Week 21: (C) Emerging viral Diseases Flashcards
What is the R rate?
the average number of people 1 person will infect
What is the growth rate?
quickly the numbers of infections are changing day by day. If the growth rate is greater than 0 (+ positive), then the epidemic is growing. If the growth rate is less than 0 (- negative) then the epidemic is shrinking.
What is the difference between R rate and growth rate?
R alone does not tell us how quickly an epidemic is changing.
Different diseases with the same R can generate epidemics that grow at very different speeds.
For instance, 2 diseases, both with R=2, could have very different lengths of time for 1 infected individual to infect 2 other people; one disease might take years, while the other might take days.

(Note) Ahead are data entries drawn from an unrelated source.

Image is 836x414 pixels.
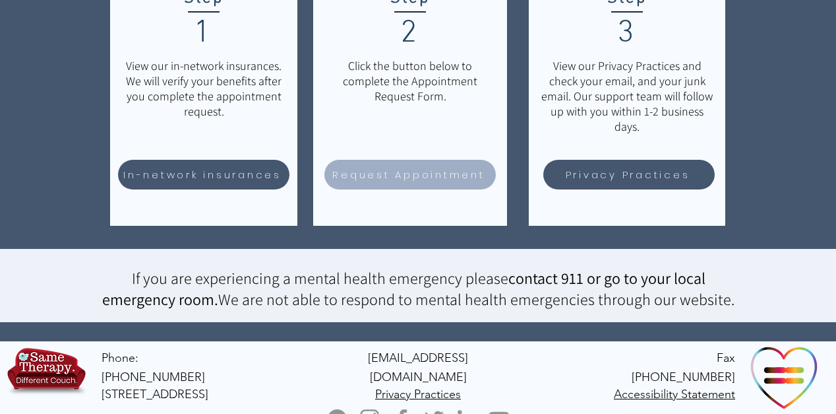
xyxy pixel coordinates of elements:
[540,58,715,134] p: View our Privacy Practices and check your email, and your junk email. Our support team will follo...
[368,350,468,384] a: [EMAIL_ADDRESS][DOMAIN_NAME]
[102,387,208,401] span: [STREET_ADDRESS]
[5,345,88,403] img: TBH.US
[749,341,821,412] img: Ally Organization
[544,160,715,189] a: Privacy Practices
[400,15,419,53] span: 2
[614,387,736,401] span: Accessibility Statement
[327,58,494,104] p: Click the button below to complete the Appointment Request Form.
[194,15,212,53] span: 1
[123,167,282,182] span: In-network insurances
[617,15,636,53] span: 3
[118,160,290,189] a: In-network insurances
[94,267,743,309] p: If you are experiencing a mental health emergency please We are not able to respond to mental hea...
[120,58,288,119] p: View our in-network insurances. We will verify your benefits after you complete the appointment r...
[102,350,205,384] a: Phone: [PHONE_NUMBER]
[102,267,706,309] span: contact 911 or go to your local emergency room.
[614,386,736,401] a: Accessibility Statement
[332,167,485,182] span: Request Appointment
[375,387,461,401] span: Privacy Practices
[375,386,461,401] a: Privacy Practices
[566,167,691,182] span: Privacy Practices
[325,160,496,189] a: Request Appointment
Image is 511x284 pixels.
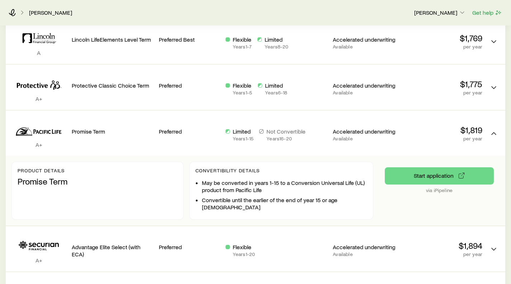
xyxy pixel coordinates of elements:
p: Flexible [233,82,252,89]
p: Years 1 - 7 [233,44,252,50]
p: per year [401,136,482,141]
p: A+ [11,141,66,148]
p: Preferred [159,128,220,135]
p: Promise Term [72,128,153,135]
p: Convertibility Details [195,168,367,173]
p: Preferred [159,243,220,250]
p: Lincoln LifeElements Level Term [72,36,153,43]
p: A+ [11,95,66,102]
p: Limited [265,82,287,89]
p: A [11,49,66,56]
p: Years 1 - 5 [233,90,252,95]
p: Years 8 - 20 [265,44,288,50]
p: Protective Classic Choice Term [72,82,153,89]
p: via iPipeline [385,187,494,193]
p: Years 1 - 15 [233,136,254,141]
p: Preferred [159,82,220,89]
p: Available [333,136,395,141]
p: $1,769 [401,33,482,43]
p: Accelerated underwriting [333,243,395,250]
p: Advantage Elite Select (with ECA) [72,243,153,258]
li: Convertible until the earlier of the end of year 15 or age [DEMOGRAPHIC_DATA] [202,196,367,211]
p: per year [401,90,482,95]
p: $1,894 [401,240,482,250]
button: via iPipeline [385,167,494,184]
p: [PERSON_NAME] [414,9,466,16]
p: per year [401,251,482,257]
button: Get help [472,9,503,17]
p: Accelerated underwriting [333,128,395,135]
p: Limited [233,128,254,135]
p: Accelerated underwriting [333,36,395,43]
p: Available [333,90,395,95]
p: Available [333,44,395,50]
p: per year [401,44,482,50]
p: Years 6 - 18 [265,90,287,95]
p: Product details [18,168,178,173]
p: Not Convertible [267,128,306,135]
p: Limited [265,36,288,43]
p: Flexible [233,243,255,250]
p: A+ [11,256,66,264]
a: [PERSON_NAME] [29,9,72,16]
p: Promise Term [18,176,178,186]
p: Accelerated underwriting [333,82,395,89]
p: Preferred Best [159,36,220,43]
p: $1,819 [401,125,482,135]
p: $1,775 [401,79,482,89]
p: Flexible [233,36,252,43]
p: Years 1 - 20 [233,251,255,257]
p: Available [333,251,395,257]
li: May be converted in years 1-15 to a Conversion Universal Life (UL) product from Pacific Life [202,179,367,193]
p: Years 16 - 20 [267,136,306,141]
button: [PERSON_NAME] [414,9,466,17]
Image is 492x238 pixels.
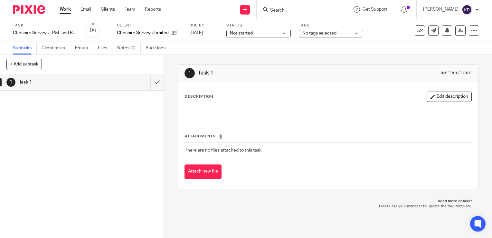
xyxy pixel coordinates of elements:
p: Please ask your manager to update the task template. [184,204,472,209]
div: Instructions [441,71,472,76]
p: Need more details? [184,198,472,204]
h1: Task 1 [198,70,342,76]
div: 1 [6,78,15,87]
label: Status [226,23,291,28]
button: Attach new file [185,164,222,179]
div: Cheshire Surveys - P&amp;L and Balance Sheet [13,30,77,36]
a: Clients [101,6,115,13]
span: Attachments [185,134,216,138]
label: Tags [299,23,363,28]
a: Team [125,6,135,13]
p: [PERSON_NAME] [423,6,459,13]
img: svg%3E [462,5,472,15]
small: /1 [93,29,96,33]
p: Cheshire Surveys Limited [117,30,169,36]
label: Client [117,23,181,28]
input: Search [270,8,328,14]
a: Client tasks [42,42,70,54]
button: Edit description [427,92,472,102]
span: There are no files attached to this task. [185,148,263,152]
p: Description [185,94,213,99]
a: Notes (0) [117,42,141,54]
a: Reports [145,6,161,13]
a: Audit logs [146,42,170,54]
a: Emails [75,42,93,54]
div: 1 [185,68,195,78]
span: Not started [230,31,253,35]
span: No tags selected [303,31,337,35]
a: Email [81,6,91,13]
label: Task [13,23,77,28]
h1: Task 1 [19,77,102,87]
div: Cheshire Surveys - P&L and Balance Sheet [13,30,77,36]
a: Subtasks [13,42,37,54]
img: Pixie [13,5,45,14]
div: 0 [90,27,96,34]
a: Work [60,6,71,13]
a: Files [98,42,112,54]
label: Due by [189,23,218,28]
button: + Add subtask [6,59,42,70]
span: Get Support [363,7,388,12]
span: [DATE] [189,31,203,35]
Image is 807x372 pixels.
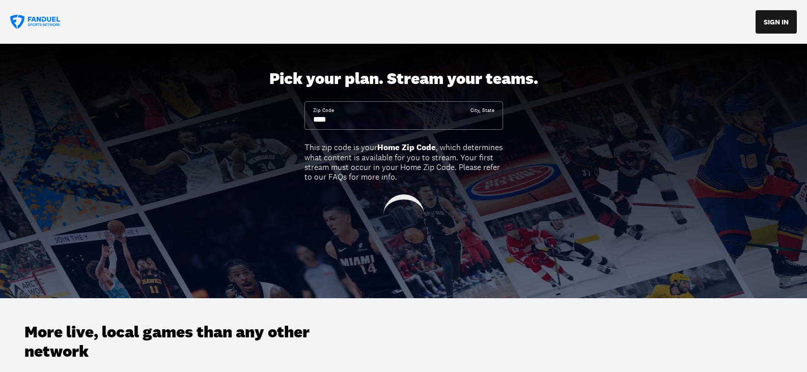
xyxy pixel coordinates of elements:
div: City, State [471,107,495,114]
h3: More live, local games than any other network [24,323,356,362]
div: Zip Code [313,107,334,114]
b: Home Zip Code [377,142,436,153]
button: SIGN IN [756,10,797,34]
div: Pick your plan. Stream your teams. [269,69,538,89]
div: This zip code is your , which determines what content is available for you to stream. Your first ... [305,143,503,182]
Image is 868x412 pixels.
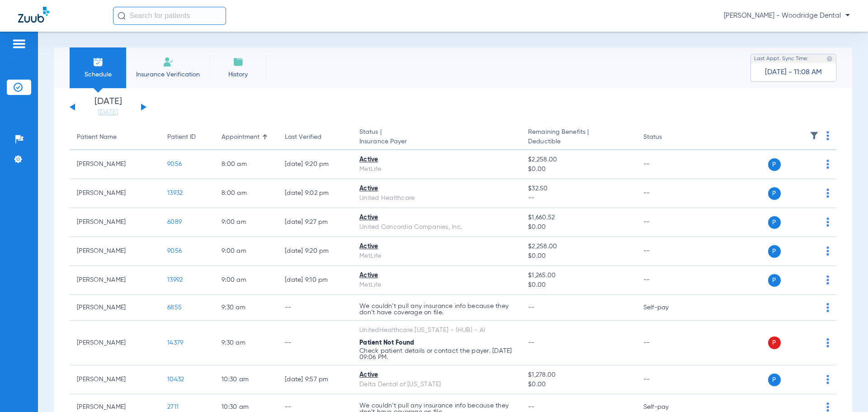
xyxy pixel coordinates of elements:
[214,237,278,266] td: 9:00 AM
[77,132,153,142] div: Patient Name
[167,132,196,142] div: Patient ID
[360,213,514,223] div: Active
[769,187,781,200] span: P
[810,131,819,140] img: filter.svg
[528,242,629,251] span: $2,258.00
[528,339,535,346] span: --
[765,68,822,77] span: [DATE] - 11:08 AM
[360,348,514,360] p: Check patient details or contact the payer. [DATE] 09:06 PM.
[285,132,322,142] div: Last Verified
[93,57,104,67] img: Schedule
[826,402,830,411] img: group-dot-blue.svg
[360,280,514,290] div: MetLife
[70,179,160,208] td: [PERSON_NAME]
[636,295,697,320] td: Self-pay
[528,271,629,280] span: $1,265.00
[214,150,278,179] td: 8:00 AM
[636,320,697,366] td: --
[167,190,183,197] span: 13932
[70,320,160,366] td: [PERSON_NAME]
[528,155,629,165] span: $2,258.00
[528,404,535,410] span: --
[278,179,352,208] td: [DATE] 9:02 PM
[826,217,830,226] img: group-dot-blue.svg
[636,237,697,266] td: --
[70,266,160,295] td: [PERSON_NAME]
[360,184,514,193] div: Active
[222,132,270,142] div: Appointment
[754,54,809,63] span: Last Appt. Sync Time:
[214,266,278,295] td: 9:00 AM
[636,366,697,394] td: --
[167,339,183,346] span: 14379
[360,370,514,380] div: Active
[528,251,629,261] span: $0.00
[113,7,226,25] input: Search for patients
[18,7,49,23] img: Zuub Logo
[163,57,173,67] img: Manual Insurance Verification
[528,184,629,193] span: $32.50
[352,125,521,150] th: Status |
[167,161,182,167] span: 9056
[769,374,781,386] span: P
[521,125,636,150] th: Remaining Benefits |
[278,320,352,366] td: --
[826,247,830,256] img: group-dot-blue.svg
[528,370,629,380] span: $1,278.00
[76,70,120,79] span: Schedule
[133,70,203,79] span: Insurance Verification
[826,189,830,198] img: group-dot-blue.svg
[769,274,781,287] span: P
[360,271,514,280] div: Active
[360,155,514,165] div: Active
[826,160,830,168] img: group-dot-blue.svg
[70,150,160,179] td: [PERSON_NAME]
[167,276,183,283] span: 13992
[724,12,850,20] span: [PERSON_NAME] - Woodridge Dental
[214,179,278,208] td: 8:00 AM
[70,295,160,320] td: [PERSON_NAME]
[636,125,697,150] th: Status
[278,266,352,295] td: [DATE] 9:10 PM
[222,132,259,142] div: Appointment
[360,223,514,232] div: United Concordia Companies, Inc.
[167,305,182,311] span: 6855
[360,380,514,389] div: Delta Dental of [US_STATE]
[167,219,182,225] span: 6089
[12,38,26,49] img: hamburger-icon
[769,216,781,229] span: P
[360,165,514,174] div: MetLife
[77,132,117,142] div: Patient Name
[360,242,514,251] div: Active
[528,193,629,203] span: --
[528,280,629,290] span: $0.00
[278,208,352,237] td: [DATE] 9:27 PM
[636,208,697,237] td: --
[81,108,136,117] a: [DATE]
[81,97,136,117] li: [DATE]
[233,57,244,67] img: History
[167,248,182,254] span: 9056
[278,366,352,394] td: [DATE] 9:57 PM
[528,165,629,174] span: $0.00
[285,132,345,142] div: Last Verified
[769,158,781,171] span: P
[214,320,278,366] td: 9:30 AM
[360,325,514,335] div: UnitedHealthcare [US_STATE] - (HUB) - AI
[167,376,184,383] span: 10432
[636,150,697,179] td: --
[769,245,781,258] span: P
[528,137,629,146] span: Deductible
[360,251,514,261] div: MetLife
[769,336,781,349] span: P
[214,208,278,237] td: 9:00 AM
[278,237,352,266] td: [DATE] 9:20 PM
[528,223,629,232] span: $0.00
[70,208,160,237] td: [PERSON_NAME]
[636,266,697,295] td: --
[826,375,830,384] img: group-dot-blue.svg
[826,303,830,312] img: group-dot-blue.svg
[636,179,697,208] td: --
[360,339,414,346] span: Patient Not Found
[360,303,514,316] p: We couldn’t pull any insurance info because they don’t have coverage on file.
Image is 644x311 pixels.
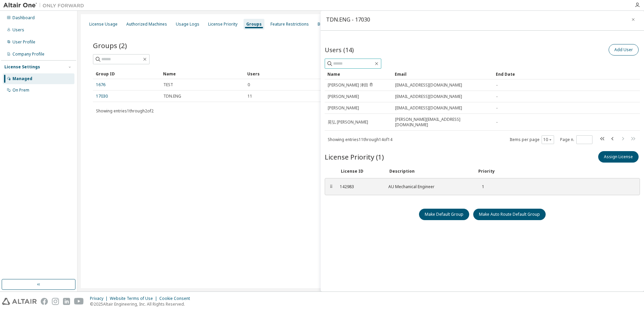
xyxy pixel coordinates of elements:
[163,68,242,79] div: Name
[560,136,593,144] span: Page n.
[96,82,105,88] a: 1676
[96,108,154,114] span: Showing entries 1 through 2 of 2
[543,137,552,142] button: 10
[163,94,181,99] span: TDN.ENG
[63,298,70,305] img: linkedin.svg
[328,94,359,99] span: [PERSON_NAME]
[74,298,84,305] img: youtube.svg
[388,184,469,189] div: AU Mechanical Engineer
[325,152,384,162] span: License Priority (1)
[328,120,368,125] span: 晃弘 [PERSON_NAME]
[395,117,490,128] span: [PERSON_NAME][EMAIL_ADDRESS][DOMAIN_NAME]
[90,296,110,302] div: Privacy
[4,2,88,9] img: Altair One
[496,105,498,111] span: -
[12,15,35,20] div: Dashboard
[395,94,462,99] span: [EMAIL_ADDRESS][DOMAIN_NAME]
[160,296,194,302] div: Cookie Consent
[328,137,392,142] span: Showing entries 11 through 14 of 14
[12,88,29,93] div: On Prem
[90,302,194,307] p: © 2025 Altair Engineering, Inc. All Rights Reserved.
[395,69,490,80] div: Email
[389,169,470,174] div: Description
[329,184,333,189] div: ⠿
[12,51,44,57] div: Company Profile
[328,82,373,88] span: タダノエンジニアリング
[328,105,359,111] span: [PERSON_NAME]
[41,298,48,305] img: facebook.svg
[325,46,354,54] span: Users (14)
[496,120,498,125] span: -
[110,296,160,302] div: Website Terms of Use
[247,68,609,79] div: Users
[247,82,250,88] span: 0
[496,94,498,99] span: -
[89,22,117,27] div: License Usage
[96,94,108,99] a: 17030
[326,17,370,22] div: TDN.ENG - 17030
[163,82,173,88] span: TEST
[208,22,237,27] div: License Priority
[419,209,469,220] button: Make Default Group
[126,22,167,27] div: Authorized Machines
[327,69,389,80] div: Name
[496,83,498,88] span: -
[395,105,462,111] span: [EMAIL_ADDRESS][DOMAIN_NAME]
[473,209,545,220] button: Make Auto Route Default Group
[247,94,252,99] span: 11
[176,22,199,27] div: Usage Logs
[341,169,381,174] div: License ID
[12,39,36,45] div: User Profile
[12,76,33,81] div: Managed
[478,169,495,174] div: Priority
[477,184,484,189] div: 1
[318,22,349,27] div: Borrow Settings
[271,22,309,27] div: Feature Restrictions
[395,83,462,88] span: [EMAIL_ADDRESS][DOMAIN_NAME]
[52,298,59,305] img: instagram.svg
[246,22,262,27] div: Groups
[93,41,127,50] span: Groups (2)
[495,69,618,80] div: End Date
[339,184,380,189] div: 142983
[598,151,638,162] button: Assign License
[96,68,157,79] div: Group ID
[12,28,24,33] div: Users
[4,65,40,70] div: License Settings
[2,298,37,305] img: altair_logo.svg
[608,44,638,56] button: Add User
[509,136,554,144] span: Items per page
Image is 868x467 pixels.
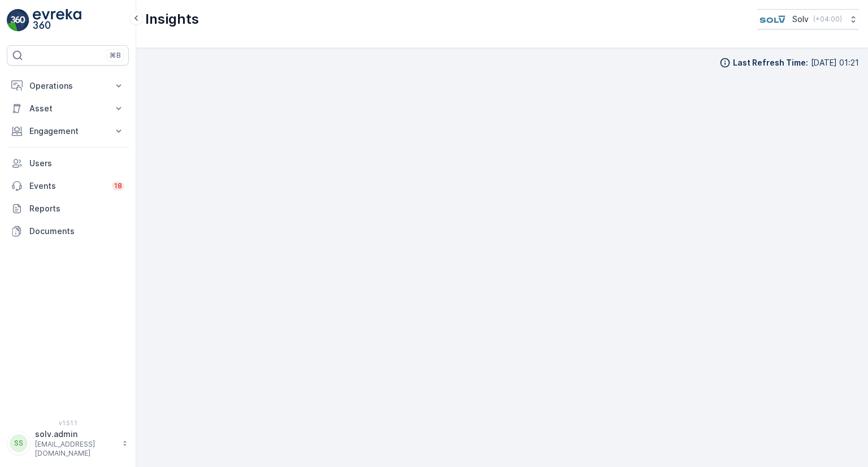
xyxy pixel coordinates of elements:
[7,429,129,458] button: SSsolv.admin[EMAIL_ADDRESS][DOMAIN_NAME]
[811,57,860,69] p: [DATE] 01:21
[146,10,199,28] p: Insights
[814,14,843,24] p: ( +04:00 )
[110,51,121,60] p: ⌘B
[7,152,129,174] a: Users
[30,157,124,169] p: Users
[7,197,129,220] a: Reports
[30,80,107,91] p: Operations
[7,97,129,120] button: Asset
[35,440,117,458] p: [EMAIL_ADDRESS][DOMAIN_NAME]
[757,13,788,25] img: SOLV-Logo.jpg
[793,14,809,25] p: Solv
[33,9,81,31] img: logo_light-DOdMpM7g.png
[7,220,129,243] a: Documents
[7,74,129,97] button: Operations
[733,57,809,69] p: Last Refresh Time :
[114,182,122,190] p: 18
[30,226,124,237] p: Documents
[7,174,129,197] a: Events18
[30,125,107,137] p: Engagement
[7,420,129,426] span: v 1.51.1
[757,9,860,30] button: Solv(+04:00)
[9,434,28,453] div: SS
[30,103,107,114] p: Asset
[7,120,129,142] button: Engagement
[35,429,117,440] p: solv.admin
[7,9,30,31] img: logo
[30,180,105,192] p: Events
[30,203,124,214] p: Reports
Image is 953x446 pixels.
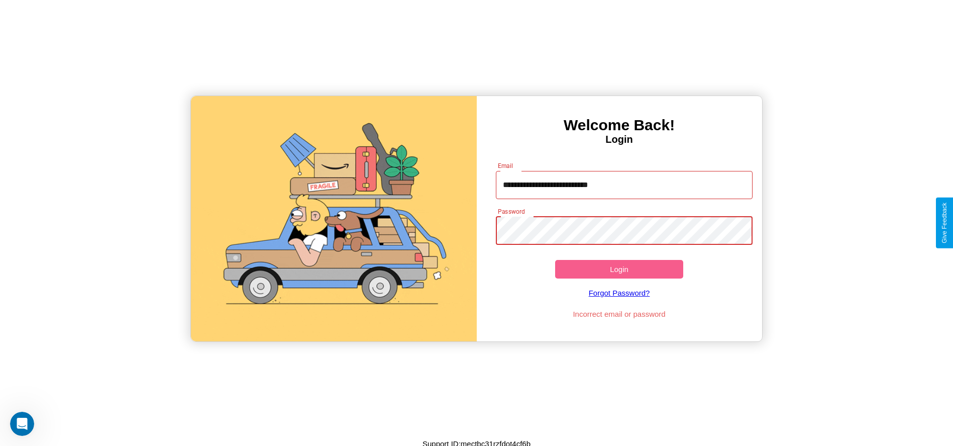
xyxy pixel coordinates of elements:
label: Email [498,161,514,170]
button: Login [555,260,684,278]
a: Forgot Password? [491,278,748,307]
h4: Login [477,134,762,145]
h3: Welcome Back! [477,117,762,134]
iframe: Intercom live chat [10,412,34,436]
p: Incorrect email or password [491,307,748,321]
img: gif [191,96,476,341]
label: Password [498,207,525,216]
div: Give Feedback [941,203,948,243]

What are the 2 strategies for dealing with Covid?
mitigation
suppression
What is mitigation strategy?
focuses on slowing but not necessarily stopping epidemic spread reducing peak healthcare
demand while protecting those most at risk of severe disease from infection,
reduce peak health care demand
What is suppression?
which aims to reverse epidemic growth, reducing case numbers to low levels and
maintaining that situation indefinitely.
What are examples of mitigation?
optimal mitigation policies (combining home isolation
of suspect cases, home quarantine of those living in the same household as suspect cases, and social
distancing of the elderly and others at most risk of severe disease)
How might mitigation reduce peak healthcare demand and deaths?
2/3 and deaths by half
What is the preferred strategy option?
suppression
What is the major challenge with suppression?
this type of intensive intervention package, or something
equivalently effective at reducing transmission will need to be maintained until a vaccine becomes
available (potentially 18 months or more), given that we predict that transmission will quickly rebound
if interventions are relaxed
What are features of Covid DNA?
Contain a positive sense, single stranded RNA
genome of 27-32 kb
What is S, E, M and N?
The 3’ terminal 1/3 of the genome encodes
structural proteins including envelope
glycoprotein spike (S), envelope (E),
membrane (M) and nucleocapsid (N)
What are features of the 5’ end terminal?
The 5’ terminal 2/3 of the genome encodes a polyprotein, pp1ab which is further cleaved into
16 non-structural proteins involved in genome
replication and transcription
What type of RNA does COVID have?
positive sense
What is directly translated in COVID?
ORF1a produces pp1a
What cleaves up the pp1a protein?
viral protein
3CLpro
its a protease
What does 3CLpro do?
cute the viral protein up into its constituent parts
What does ORF1a and ORF1b produce?
pp1ab
How are proteins 12, 13, 14, 15 and 16 on pp1ab produced?